🌍 The PREFIT Project contributes to a major study published in Nature on global obesity
Researchers from the PROFITH group provide Spanish data for an international analysis revealing the stabilization —and even reversal— of rising obesity rates in many developed countries.
The PREFIT Project, coordinated by the PROFITH research group at the Sport and Health University Research Institute (iMUDS) of the University of Granada, has contributed to an international macro-study published in the prestigious journal Nature. The work, led by researchers from Imperial College London through the NCD Risk Factor Collaboration (NCD-RisC), analyses more than four decades of obesity data worldwide, covering the period from 1980 to 2024.

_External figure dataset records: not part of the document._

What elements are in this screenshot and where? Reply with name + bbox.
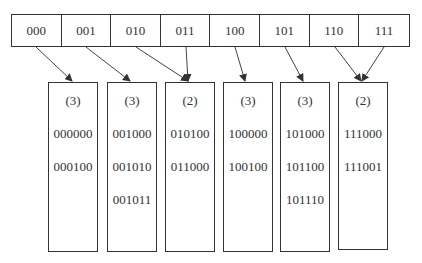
bucket-3: (3) 100000 100100 <box>223 82 273 252</box>
pointer-arrow-101 <box>285 47 303 81</box>
bucket-key: 001011 <box>108 192 156 212</box>
bucket-key: 000100 <box>49 159 97 179</box>
local-depth: (3) <box>49 93 97 113</box>
bucket-key: 100000 <box>224 126 272 146</box>
bucket-key: 101110 <box>281 192 329 212</box>
bucket-key: 001000 <box>108 126 156 146</box>
bucket-key: 111001 <box>339 159 387 179</box>
bucket-key: 000000 <box>49 126 97 146</box>
pointer-arrow-011 <box>186 47 188 81</box>
bucket-key: 101000 <box>281 126 329 146</box>
bucket-1: (3) 001000 001010 001011 <box>107 82 157 252</box>
pointer-arrow-010 <box>136 47 188 81</box>
bucket-key: 100100 <box>224 159 272 179</box>
bucket-2: (2) 010100 011000 <box>165 82 215 252</box>
pointer-arrow-001 <box>86 47 130 81</box>
bucket-4: (3) 101000 101100 101110 <box>280 82 330 252</box>
bucket-key: 001010 <box>108 159 156 179</box>
bucket-key: 011000 <box>166 159 214 179</box>
pointer-arrow-100 <box>235 47 245 81</box>
pointer-arrow-111 <box>362 47 384 81</box>
local-depth: (3) <box>108 93 156 113</box>
pointer-arrow-110 <box>335 47 361 81</box>
local-depth: (3) <box>224 93 272 113</box>
pointer-arrow-000 <box>36 47 72 81</box>
local-depth: (2) <box>166 93 214 113</box>
bucket-key: 010100 <box>166 126 214 146</box>
local-depth: (2) <box>339 93 387 113</box>
bucket-key: 101100 <box>281 159 329 179</box>
bucket-0: (3) 000000 000100 <box>48 82 98 252</box>
bucket-5: (2) 111000 111001 <box>338 82 388 250</box>
bucket-key: 111000 <box>339 126 387 146</box>
local-depth: (3) <box>281 93 329 113</box>
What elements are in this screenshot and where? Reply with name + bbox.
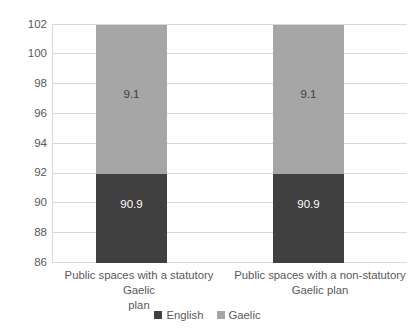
y-tick-102: 102 xyxy=(7,18,47,30)
y-tick-88: 88 xyxy=(7,226,47,238)
legend-item-gaelic[interactable]: Gaelic xyxy=(217,309,261,321)
category-label-line2: Gaelic plan xyxy=(233,283,407,298)
bar-label-gaelic: 9.1 xyxy=(96,88,167,100)
chart-legend: English Gaelic xyxy=(0,309,415,321)
bar-label-english: 90.9 xyxy=(96,198,167,210)
legend-item-english[interactable]: English xyxy=(154,309,203,321)
bar-segment-gaelic[interactable]: 9.1 xyxy=(96,25,167,174)
category-label-statutory: Public spaces with a statutory Gaelic pl… xyxy=(52,268,226,313)
bar-group-statutory[interactable]: 9.1 90.9 xyxy=(96,25,167,263)
stacked-bar-chart: 102 100 98 96 94 92 90 88 86 9.1 90.9 xyxy=(0,0,415,330)
y-tick-92: 92 xyxy=(7,166,47,178)
bar-segment-gaelic[interactable]: 9.1 xyxy=(273,25,344,174)
plot-area: 9.1 90.9 9.1 90.9 xyxy=(52,24,407,263)
bar-segment-english[interactable]: 90.9 xyxy=(273,174,344,263)
legend-swatch-icon xyxy=(217,311,225,319)
category-label-line1: Public spaces with a statutory Gaelic xyxy=(52,268,226,298)
category-label-line1: Public spaces with a non-statutory xyxy=(233,268,407,283)
legend-swatch-icon xyxy=(154,311,162,319)
bar-segment-english[interactable]: 90.9 xyxy=(96,174,167,263)
y-tick-94: 94 xyxy=(7,137,47,149)
y-tick-86: 86 xyxy=(7,256,47,268)
y-tick-100: 100 xyxy=(7,47,47,59)
y-tick-90: 90 xyxy=(7,196,47,208)
y-tick-96: 96 xyxy=(7,107,47,119)
bar-label-english: 90.9 xyxy=(273,198,344,210)
category-label-non-statutory: Public spaces with a non-statutory Gaeli… xyxy=(233,268,407,298)
legend-label-gaelic: Gaelic xyxy=(229,309,261,321)
y-tick-98: 98 xyxy=(7,77,47,89)
x-axis-category-labels: Public spaces with a statutory Gaelic pl… xyxy=(52,268,407,302)
bar-group-non-statutory[interactable]: 9.1 90.9 xyxy=(273,25,344,263)
legend-label-english: English xyxy=(166,309,203,321)
bar-label-gaelic: 9.1 xyxy=(273,88,344,100)
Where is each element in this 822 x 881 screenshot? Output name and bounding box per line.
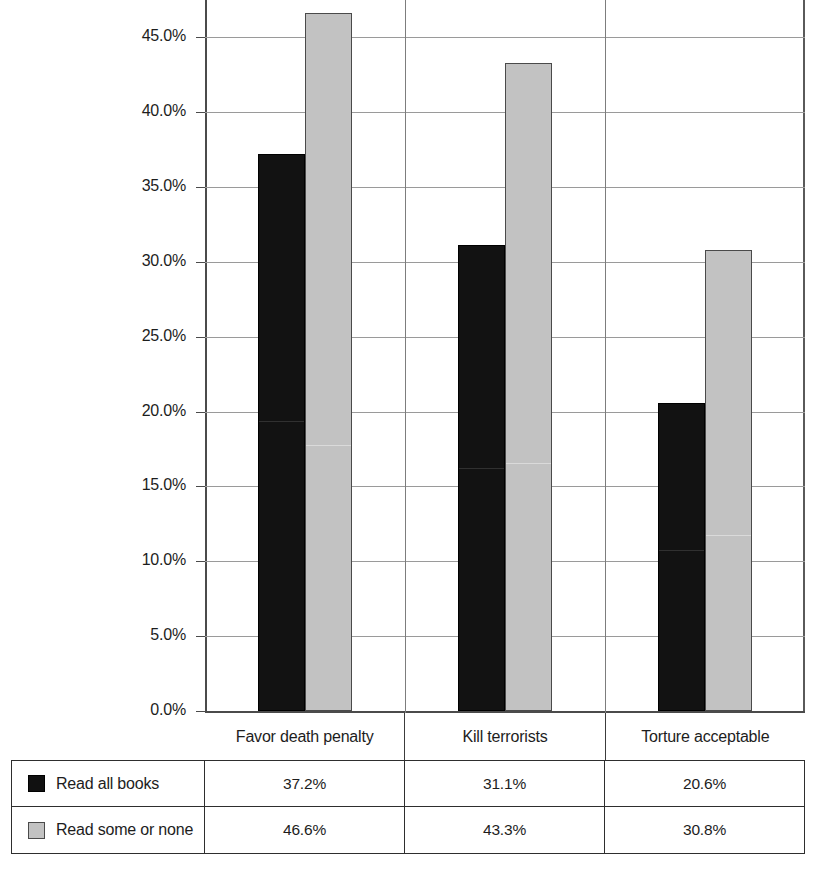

The study, which involved more than 1,900 researchers and drew on data from 232 million people across 200 countries and territories, reveals that the rise in obesity has slowed, stabilized, and even reversed in many nations, although it continues to grow in developing countries.
Spain’s contribution to this global effort was channelled through the PREFIT Project, a multicentre study with the participation of researchers from 10 universities across the country: Granada, Almería and Cádiz (south); Cuenca and Madrid (centre); Castellón de la Plana (east); Zaragoza and Vitoria (north); and the two main islands, Mallorca and Gran Canaria.
Francisco B. Ortega, principal investigator of the PREFIT study, highlights the importance of this contribution: “It is important to provide Spanish data to better understand obesity trends in our country and how they compare with the rest of Europe and the world. Spain has been among the countries with the highest obesity rates in Europe in recent years, but the parameters of this new analysis show that the rise in obesity has stagnated for both sexes and across different age groups.” According to Ortega, in girls and boys stabilization has occurred at prevalence rates of 10% and 14% respectively, higher than in many other countries that have also plateaued in this age group, while in women and men the plateau is established at moderate rates of 13% and 18%, with possible early signs of decline.
Cristina Cadenas, data collection coordinator for the PREFIT project, warns that the challenge remains substantial: “Although obesity trends have improved in Spain, the total percentage of people living with overweight or obesity across different age groups is still very high. It is therefore necessary to continue investing in strategies to promote physical activity and healthy eating, in order to mitigate the multiple negative effects that excess weight has on individuals and on society.”
These findings reinforce the position of iMUDS and the PROFITH group as international references in research on physical activity, fitness and health, contributing high-impact evidence to the global understanding of one of the most pressing public health challenges of our time.